### [Assigned task]
Each line of the records needs to come back exactly as written.

### [Entries shown]

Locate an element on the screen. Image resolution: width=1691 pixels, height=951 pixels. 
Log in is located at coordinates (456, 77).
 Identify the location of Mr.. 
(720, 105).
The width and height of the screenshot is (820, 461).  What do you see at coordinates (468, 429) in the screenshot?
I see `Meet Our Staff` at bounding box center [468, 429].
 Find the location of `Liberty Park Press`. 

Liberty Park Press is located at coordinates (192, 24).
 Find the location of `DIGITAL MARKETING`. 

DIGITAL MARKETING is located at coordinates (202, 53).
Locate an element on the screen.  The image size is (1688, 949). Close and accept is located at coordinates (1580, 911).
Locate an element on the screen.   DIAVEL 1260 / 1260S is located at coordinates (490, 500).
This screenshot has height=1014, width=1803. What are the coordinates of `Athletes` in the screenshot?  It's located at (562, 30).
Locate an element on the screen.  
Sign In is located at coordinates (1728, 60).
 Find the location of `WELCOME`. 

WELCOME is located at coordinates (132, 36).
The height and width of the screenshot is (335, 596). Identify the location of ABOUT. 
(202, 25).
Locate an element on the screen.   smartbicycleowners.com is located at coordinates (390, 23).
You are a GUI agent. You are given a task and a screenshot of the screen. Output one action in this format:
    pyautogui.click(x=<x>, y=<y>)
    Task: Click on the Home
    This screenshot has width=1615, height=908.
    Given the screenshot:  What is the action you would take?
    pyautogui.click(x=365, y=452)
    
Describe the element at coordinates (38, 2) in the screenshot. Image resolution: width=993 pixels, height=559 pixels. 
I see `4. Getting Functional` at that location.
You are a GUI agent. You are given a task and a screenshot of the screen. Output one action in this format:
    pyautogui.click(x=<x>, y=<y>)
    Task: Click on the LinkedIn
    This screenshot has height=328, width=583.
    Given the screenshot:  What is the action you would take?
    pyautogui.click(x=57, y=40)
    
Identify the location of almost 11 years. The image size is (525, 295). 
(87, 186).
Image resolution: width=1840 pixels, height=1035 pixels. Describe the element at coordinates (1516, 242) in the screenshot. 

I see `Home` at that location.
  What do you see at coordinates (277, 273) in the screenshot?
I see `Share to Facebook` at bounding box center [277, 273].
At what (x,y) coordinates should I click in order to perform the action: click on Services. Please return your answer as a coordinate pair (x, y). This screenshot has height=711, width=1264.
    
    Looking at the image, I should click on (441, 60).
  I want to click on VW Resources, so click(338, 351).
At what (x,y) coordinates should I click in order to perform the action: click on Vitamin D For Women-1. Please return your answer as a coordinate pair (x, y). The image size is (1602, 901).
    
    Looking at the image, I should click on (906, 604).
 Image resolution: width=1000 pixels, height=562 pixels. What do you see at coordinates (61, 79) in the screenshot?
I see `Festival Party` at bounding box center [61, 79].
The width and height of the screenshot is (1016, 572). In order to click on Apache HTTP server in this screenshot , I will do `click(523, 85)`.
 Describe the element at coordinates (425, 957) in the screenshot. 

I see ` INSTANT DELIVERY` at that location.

### [Result of the task]
Locate an element on the screen. Image resolution: width=1691 pixels, height=951 pixels. 
Log in is located at coordinates (456, 77).
 Identify the location of Mr.. 
(720, 105).
The width and height of the screenshot is (820, 461).  What do you see at coordinates (468, 429) in the screenshot?
I see `Meet Our Staff` at bounding box center [468, 429].
 Find the location of `Liberty Park Press`. 

Liberty Park Press is located at coordinates (192, 24).
 Find the location of `DIGITAL MARKETING`. 

DIGITAL MARKETING is located at coordinates (202, 53).
Locate an element on the screen.  The image size is (1688, 949). Close and accept is located at coordinates (1580, 911).
Locate an element on the screen.   DIAVEL 1260 / 1260S is located at coordinates (490, 500).
This screenshot has height=1014, width=1803. What are the coordinates of `Athletes` in the screenshot?  It's located at (562, 30).
Locate an element on the screen.  
Sign In is located at coordinates (1728, 60).
 Find the location of `WELCOME`. 

WELCOME is located at coordinates (132, 36).
The height and width of the screenshot is (335, 596). Identify the location of ABOUT. 
(202, 25).
Locate an element on the screen.   smartbicycleowners.com is located at coordinates (390, 23).
You are a GUI agent. You are given a task and a screenshot of the screen. Output one action in this format:
    pyautogui.click(x=<x>, y=<y>)
    Task: Click on the Home
    This screenshot has width=1615, height=908.
    Given the screenshot:  What is the action you would take?
    pyautogui.click(x=365, y=452)
    
Describe the element at coordinates (38, 2) in the screenshot. Image resolution: width=993 pixels, height=559 pixels. 
I see `4. Getting Functional` at that location.
You are a GUI agent. You are given a task and a screenshot of the screen. Output one action in this format:
    pyautogui.click(x=<x>, y=<y>)
    Task: Click on the LinkedIn
    This screenshot has height=328, width=583.
    Given the screenshot:  What is the action you would take?
    pyautogui.click(x=57, y=40)
    
Identify the location of almost 11 years. The image size is (525, 295). 
(87, 186).
Image resolution: width=1840 pixels, height=1035 pixels. Describe the element at coordinates (1516, 242) in the screenshot. 

I see `Home` at that location.
  What do you see at coordinates (277, 273) in the screenshot?
I see `Share to Facebook` at bounding box center [277, 273].
At what (x,y) coordinates should I click in order to perform the action: click on Services. Please return your answer as a coordinate pair (x, y). This screenshot has height=711, width=1264.
    
    Looking at the image, I should click on (441, 60).
  I want to click on VW Resources, so click(338, 351).
At what (x,y) coordinates should I click in order to perform the action: click on Vitamin D For Women-1. Please return your answer as a coordinate pair (x, y). The image size is (1602, 901).
    
    Looking at the image, I should click on (906, 604).
 Image resolution: width=1000 pixels, height=562 pixels. What do you see at coordinates (61, 79) in the screenshot?
I see `Festival Party` at bounding box center [61, 79].
The width and height of the screenshot is (1016, 572). In order to click on Apache HTTP server in this screenshot , I will do `click(523, 85)`.
 Describe the element at coordinates (425, 957) in the screenshot. 

I see ` INSTANT DELIVERY` at that location.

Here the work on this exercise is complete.